Floridians Remember The Challenger 25 Years Later
MIAMI (CBS4) -- A quarter century ago an explosion lit up the Florida sky.
It was on January 28th, 1986 the promise of space exploration seemed as endless as that clear Florida sky under which the space shuttle Challenger launched; 73 seconds later, tragedy struck.
An explosion claimed the lives of the seven astronauts aboard, including schoolteacher Christa McAuliffe.
Now, 25 years later South Floridians are remembering the Challenger disaster.
Ruiz was a fourth grader then. Now she is a school principal. We met her as she kept track of her schoolchildren on a field trip to the Miami Science Museum.
"I do remember everyone watching (at her school), and I think as a child I didn't exactly understand what was going on," Ruiz told CBS4's Michael Williams.
NASA determined that on the bitterly cold launch day a rubber O-ring in one of the shuttle's twin solid rocket boosters had cracked, allowing a blowtorch hot flame to penetrate the external fuel tank.
The Science Museum's Bill Dishong is the longtime producer of the Star Gazer program. He was at work on the fateful day of the Challenger tragedy.
Dishong said, "I was walking across the lobby of the museum to watch the launch, and the hot dog man came up and said, 'Can you believe it? The shuttle just blew up.' I didn't believe him. We went up (to the roof) and were able to see the circles of the solid boosters. It was heartbreaking."
The shuttle program endured a second tragedy when the space shuttle Columbia disintegrated on reentry in 2003, killing the seven astronauts headed home from a successful mission.
Now, 30 plus years after it began, the aging shuttle program is to be ended for good this year.
The Miami Science Museum's planetarium manager, Mark Bennett, said, "I wouldn't be teaching astronomy today if it was not for that (the space program). That is what sparked my interest and drove me to study astronomy and develop my love for space exploration."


• **Work required**
Take each line from the entries that holds "RADIAL" and copy it out.
Dataset records Block Start
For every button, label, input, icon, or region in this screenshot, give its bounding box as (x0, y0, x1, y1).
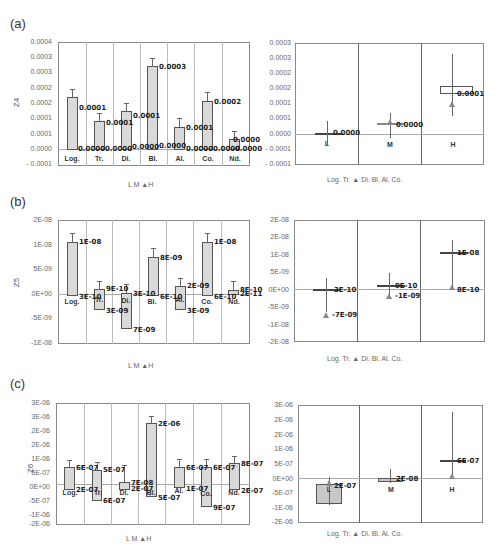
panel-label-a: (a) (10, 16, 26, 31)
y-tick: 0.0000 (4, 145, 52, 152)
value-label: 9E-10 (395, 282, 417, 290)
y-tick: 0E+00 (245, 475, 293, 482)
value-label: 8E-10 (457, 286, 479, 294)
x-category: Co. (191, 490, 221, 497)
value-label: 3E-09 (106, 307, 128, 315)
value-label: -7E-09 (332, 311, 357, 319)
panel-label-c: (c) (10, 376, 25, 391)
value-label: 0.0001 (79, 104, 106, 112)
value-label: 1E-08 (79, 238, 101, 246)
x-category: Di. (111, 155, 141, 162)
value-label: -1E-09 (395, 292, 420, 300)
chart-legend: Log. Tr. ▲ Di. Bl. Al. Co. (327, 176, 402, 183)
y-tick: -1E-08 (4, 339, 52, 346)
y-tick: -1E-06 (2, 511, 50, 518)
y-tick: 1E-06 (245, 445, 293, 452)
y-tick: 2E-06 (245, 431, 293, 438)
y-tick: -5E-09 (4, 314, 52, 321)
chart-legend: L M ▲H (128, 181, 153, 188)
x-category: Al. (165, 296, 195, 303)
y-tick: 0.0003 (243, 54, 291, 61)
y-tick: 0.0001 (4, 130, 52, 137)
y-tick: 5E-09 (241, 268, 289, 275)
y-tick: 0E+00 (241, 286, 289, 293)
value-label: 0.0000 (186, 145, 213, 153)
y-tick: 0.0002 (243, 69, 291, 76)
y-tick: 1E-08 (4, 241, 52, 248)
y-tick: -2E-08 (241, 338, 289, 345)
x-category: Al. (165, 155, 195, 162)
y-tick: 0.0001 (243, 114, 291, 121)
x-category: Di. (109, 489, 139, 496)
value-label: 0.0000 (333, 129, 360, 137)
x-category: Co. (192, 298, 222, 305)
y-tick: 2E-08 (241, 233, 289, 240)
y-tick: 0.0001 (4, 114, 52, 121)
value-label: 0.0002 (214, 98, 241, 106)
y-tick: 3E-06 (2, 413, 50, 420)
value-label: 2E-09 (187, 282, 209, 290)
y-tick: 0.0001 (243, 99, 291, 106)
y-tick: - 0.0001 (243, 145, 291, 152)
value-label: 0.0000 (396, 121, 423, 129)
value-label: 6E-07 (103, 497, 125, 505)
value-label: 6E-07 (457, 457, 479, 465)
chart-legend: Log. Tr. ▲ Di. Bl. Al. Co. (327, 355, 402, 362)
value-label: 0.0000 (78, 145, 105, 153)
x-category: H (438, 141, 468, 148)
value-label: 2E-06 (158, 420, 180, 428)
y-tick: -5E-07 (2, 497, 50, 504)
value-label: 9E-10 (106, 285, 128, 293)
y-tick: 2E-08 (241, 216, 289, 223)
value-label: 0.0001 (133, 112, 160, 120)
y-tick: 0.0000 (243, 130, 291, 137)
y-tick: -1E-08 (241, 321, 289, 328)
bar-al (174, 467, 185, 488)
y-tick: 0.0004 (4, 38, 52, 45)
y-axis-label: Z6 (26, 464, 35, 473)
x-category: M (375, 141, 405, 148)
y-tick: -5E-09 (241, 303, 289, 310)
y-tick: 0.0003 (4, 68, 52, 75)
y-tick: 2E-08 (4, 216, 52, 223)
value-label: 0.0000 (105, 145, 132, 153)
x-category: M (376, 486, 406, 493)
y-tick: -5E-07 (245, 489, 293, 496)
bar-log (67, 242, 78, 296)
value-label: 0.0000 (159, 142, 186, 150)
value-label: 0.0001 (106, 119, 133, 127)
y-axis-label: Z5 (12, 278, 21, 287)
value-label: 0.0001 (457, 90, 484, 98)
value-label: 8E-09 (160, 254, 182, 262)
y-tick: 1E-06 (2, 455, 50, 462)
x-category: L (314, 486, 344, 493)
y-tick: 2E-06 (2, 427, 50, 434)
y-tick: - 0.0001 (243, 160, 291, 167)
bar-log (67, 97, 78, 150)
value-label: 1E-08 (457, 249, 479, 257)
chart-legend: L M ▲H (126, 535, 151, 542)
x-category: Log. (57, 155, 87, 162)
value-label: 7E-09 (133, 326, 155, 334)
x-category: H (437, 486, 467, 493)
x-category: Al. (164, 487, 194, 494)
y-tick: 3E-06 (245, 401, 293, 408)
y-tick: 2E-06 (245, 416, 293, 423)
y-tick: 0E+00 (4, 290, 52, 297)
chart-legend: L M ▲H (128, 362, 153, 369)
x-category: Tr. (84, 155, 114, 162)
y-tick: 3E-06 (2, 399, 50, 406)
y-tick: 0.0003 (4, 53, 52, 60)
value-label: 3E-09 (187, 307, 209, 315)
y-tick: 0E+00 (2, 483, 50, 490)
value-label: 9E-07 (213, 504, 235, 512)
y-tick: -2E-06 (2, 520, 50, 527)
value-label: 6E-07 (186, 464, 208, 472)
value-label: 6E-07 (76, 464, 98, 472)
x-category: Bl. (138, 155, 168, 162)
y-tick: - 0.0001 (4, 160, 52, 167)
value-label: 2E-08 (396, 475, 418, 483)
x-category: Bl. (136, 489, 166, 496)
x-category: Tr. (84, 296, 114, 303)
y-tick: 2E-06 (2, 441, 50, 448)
Dataset records Block End
Dataset records Block Start
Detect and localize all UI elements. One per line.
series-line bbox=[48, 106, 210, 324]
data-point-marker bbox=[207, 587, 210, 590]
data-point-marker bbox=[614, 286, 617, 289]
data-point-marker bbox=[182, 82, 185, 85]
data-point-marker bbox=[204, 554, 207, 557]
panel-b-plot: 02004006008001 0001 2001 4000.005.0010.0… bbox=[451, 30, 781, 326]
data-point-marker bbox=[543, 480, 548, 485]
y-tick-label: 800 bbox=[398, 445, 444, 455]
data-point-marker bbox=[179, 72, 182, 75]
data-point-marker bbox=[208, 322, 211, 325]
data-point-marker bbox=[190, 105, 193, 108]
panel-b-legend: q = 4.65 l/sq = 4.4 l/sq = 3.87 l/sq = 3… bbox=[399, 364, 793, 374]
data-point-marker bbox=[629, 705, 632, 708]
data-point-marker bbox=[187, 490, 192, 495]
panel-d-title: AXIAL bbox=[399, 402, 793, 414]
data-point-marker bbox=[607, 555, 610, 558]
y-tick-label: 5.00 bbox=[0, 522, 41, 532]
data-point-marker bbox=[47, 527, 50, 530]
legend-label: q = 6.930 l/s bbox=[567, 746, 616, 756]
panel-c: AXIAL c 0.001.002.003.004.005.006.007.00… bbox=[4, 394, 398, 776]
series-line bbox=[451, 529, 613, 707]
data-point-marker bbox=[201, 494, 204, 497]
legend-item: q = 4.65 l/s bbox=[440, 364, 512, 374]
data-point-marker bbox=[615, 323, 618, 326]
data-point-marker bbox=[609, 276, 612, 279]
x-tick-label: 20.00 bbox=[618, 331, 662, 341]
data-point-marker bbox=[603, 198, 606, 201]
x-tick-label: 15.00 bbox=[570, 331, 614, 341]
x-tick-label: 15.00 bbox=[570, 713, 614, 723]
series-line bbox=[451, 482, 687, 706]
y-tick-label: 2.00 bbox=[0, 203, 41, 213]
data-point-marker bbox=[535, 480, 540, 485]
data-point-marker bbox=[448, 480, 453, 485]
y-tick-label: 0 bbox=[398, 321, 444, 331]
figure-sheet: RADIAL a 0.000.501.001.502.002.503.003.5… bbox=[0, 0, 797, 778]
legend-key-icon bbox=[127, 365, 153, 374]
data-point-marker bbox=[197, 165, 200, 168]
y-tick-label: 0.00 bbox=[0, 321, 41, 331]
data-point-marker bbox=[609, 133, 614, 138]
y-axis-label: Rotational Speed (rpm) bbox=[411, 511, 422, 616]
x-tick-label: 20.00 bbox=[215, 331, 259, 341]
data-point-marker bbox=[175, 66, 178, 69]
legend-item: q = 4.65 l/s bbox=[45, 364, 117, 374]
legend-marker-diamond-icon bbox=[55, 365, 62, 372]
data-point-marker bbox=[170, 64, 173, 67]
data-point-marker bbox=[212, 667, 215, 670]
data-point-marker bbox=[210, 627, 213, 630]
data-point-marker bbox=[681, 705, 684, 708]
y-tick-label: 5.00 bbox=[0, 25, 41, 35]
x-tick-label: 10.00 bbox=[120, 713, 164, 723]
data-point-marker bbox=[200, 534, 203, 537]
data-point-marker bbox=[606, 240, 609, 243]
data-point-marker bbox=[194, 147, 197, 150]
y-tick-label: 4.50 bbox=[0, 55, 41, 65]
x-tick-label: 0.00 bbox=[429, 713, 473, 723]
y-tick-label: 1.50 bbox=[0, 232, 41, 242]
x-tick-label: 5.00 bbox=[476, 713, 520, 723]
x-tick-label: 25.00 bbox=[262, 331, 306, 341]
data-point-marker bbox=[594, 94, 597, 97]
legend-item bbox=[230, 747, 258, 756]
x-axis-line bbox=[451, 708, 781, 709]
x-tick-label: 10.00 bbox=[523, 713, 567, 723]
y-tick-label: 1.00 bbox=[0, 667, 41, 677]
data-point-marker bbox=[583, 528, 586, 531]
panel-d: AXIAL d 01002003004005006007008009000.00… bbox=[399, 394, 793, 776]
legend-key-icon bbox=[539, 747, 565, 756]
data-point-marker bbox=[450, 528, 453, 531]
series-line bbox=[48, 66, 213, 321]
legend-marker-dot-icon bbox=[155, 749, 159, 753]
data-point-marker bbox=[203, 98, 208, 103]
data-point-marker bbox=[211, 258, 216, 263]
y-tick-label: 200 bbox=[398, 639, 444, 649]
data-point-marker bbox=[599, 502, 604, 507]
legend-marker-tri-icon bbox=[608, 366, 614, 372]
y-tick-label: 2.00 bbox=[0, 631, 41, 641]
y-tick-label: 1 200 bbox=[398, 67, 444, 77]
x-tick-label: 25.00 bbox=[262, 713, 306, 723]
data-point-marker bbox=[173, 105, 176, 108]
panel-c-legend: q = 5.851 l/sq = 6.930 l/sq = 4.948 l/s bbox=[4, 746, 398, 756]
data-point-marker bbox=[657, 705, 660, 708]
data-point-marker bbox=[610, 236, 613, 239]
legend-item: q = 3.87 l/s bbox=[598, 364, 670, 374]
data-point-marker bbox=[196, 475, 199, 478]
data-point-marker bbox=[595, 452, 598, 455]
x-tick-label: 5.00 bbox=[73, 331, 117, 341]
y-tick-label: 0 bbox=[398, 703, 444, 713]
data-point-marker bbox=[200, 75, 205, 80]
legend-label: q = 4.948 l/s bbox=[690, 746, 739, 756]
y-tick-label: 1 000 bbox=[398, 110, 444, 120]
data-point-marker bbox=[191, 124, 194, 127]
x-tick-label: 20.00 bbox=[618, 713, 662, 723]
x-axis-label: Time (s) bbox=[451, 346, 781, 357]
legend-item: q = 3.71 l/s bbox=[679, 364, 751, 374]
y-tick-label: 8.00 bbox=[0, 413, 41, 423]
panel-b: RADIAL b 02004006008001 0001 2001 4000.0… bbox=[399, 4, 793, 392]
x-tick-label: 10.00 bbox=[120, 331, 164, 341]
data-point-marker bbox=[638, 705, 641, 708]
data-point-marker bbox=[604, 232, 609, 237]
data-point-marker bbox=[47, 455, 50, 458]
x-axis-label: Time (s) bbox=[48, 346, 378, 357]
Dataset records Block End
• **Result**
figure-sheet: RADIAL a 0.000.501.001.502.002.503.003.5… bbox=[0, 0, 797, 778]
panel-b: RADIAL b 02004006008001 0001 2001 4000.0… bbox=[399, 4, 793, 392]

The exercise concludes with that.